APWU to Launch Vigorous Campaign Against Plant Closures, Consolidations
June 30, 2014
The APWU today denounced plans by the Postal Service to resume the closure and consolidation of up to 82 mail processing plants beginning in January 2015.
“This is a direct assault on service to the people of the country, on postal workers and on the Postal Service’s own network,” said union President Mark Dimondstein. The closure of the plants will require the USPS to degrade service standards and delay mail.
“We need a Postmaster General who will champion the Postal Service. Instead, PMG Donahoe is on a rampage to destroy it,” he said.
Employees who are reassigned outside their installation are expected to move on Jan. 10, 2015, the USPS said in a June 30 letter to the APWU. Union leaders received the USPS letter via fax, just minutes before employees were informed of management’s plans.
Muster a Fight-Back
The APWU president vowed to work with other postal unions and the public “to muster a fight-back similar to our campaign to Stop Staples and the recent campaign to protect six-day mail delivery.” The House Appropriations Committee voted on June 25 to reinstate a provision requiring six-day mail delivery in a funding bill.
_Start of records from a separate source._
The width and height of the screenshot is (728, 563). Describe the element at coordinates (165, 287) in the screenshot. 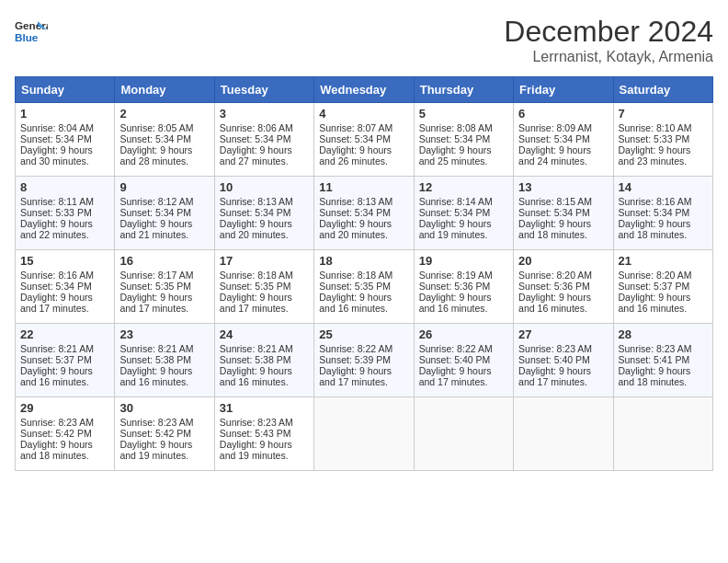

I see `calendar-cell: 16Sunrise: 8:17 AMSunset: 5:35 PMDayligh…` at that location.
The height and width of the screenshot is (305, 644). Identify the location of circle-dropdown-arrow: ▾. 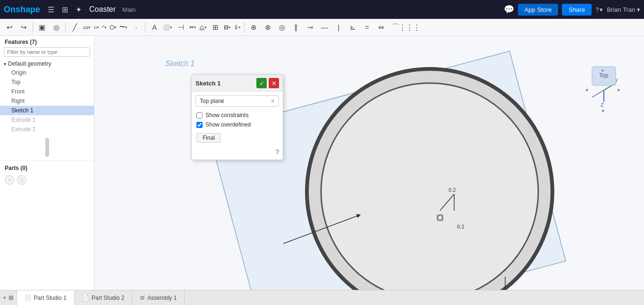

A week earlier a House subcommittee had approved a bill that dropped – for the first time in more than three decades – the six-day delivery requirement.
The 82 facilities were among 242 sites targeted for closure in September 2011 and February 2012, and most of them went through partial consolidation in 2012 and 2013.
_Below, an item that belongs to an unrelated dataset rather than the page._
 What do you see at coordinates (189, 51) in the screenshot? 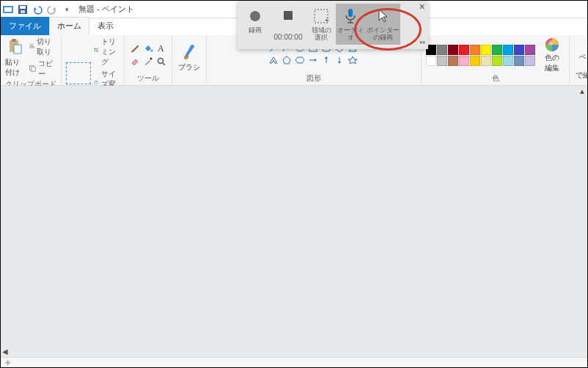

“These plants are suffering from last year’s hit,” said Executive Vice President Debby Szeredy. “Now the delays in mail delivery will become even longer, damaging service to individuals, small businesses, and mailers.
“Package deliveries, bills and bill payments, election materials, absentee ballots, wedding invitations and letters to family and friends will be adversely affected by this move,” she said.
Service standards were reduced July 1, 2012, and approximately 140 plants were consolidated in 2012 and 2013. In January 2014, the USPS posted a notice in the Federal Register notifying the public that it was postponing plans to further reduce service standards. Plants consolidations were also placed on hold.
Ignoring the Possibilities
The Postal Service claims the plant closures will generate $750 million in annual savings. “Yet he is ignoring a report by the USPS Office of Inspector General that says the Postal Service could generate $9 billion by offering basic financial services without any cuts to traditional postal service,” Szeredy said. “Something is wrong with this mentality.”
“The Postmaster General also neglects to mention that the USPS earned a profit from operations in fiscal year 2013 and in the first two quarters of 2014,” she added.
Donahoe claims that there have been steep declines in first-class mail, Szeredy pointed out, “yet he fails to tell the public that the USPS has already given away 60 percent of first-class mail processing to Pitney Bowes and other pre-sort houses.”
“The APWU headquarters will release a major battle plan to stop the consolidations and the attack on service because the future of the USPS depends on it,” the union vice president said.
“We will make this fight a nationwide campaign and ask all Americans to stand up and fight back.”
“Get ready for the crusade. We cannot sit back and let the PMG destroy our Postal Service,” she said.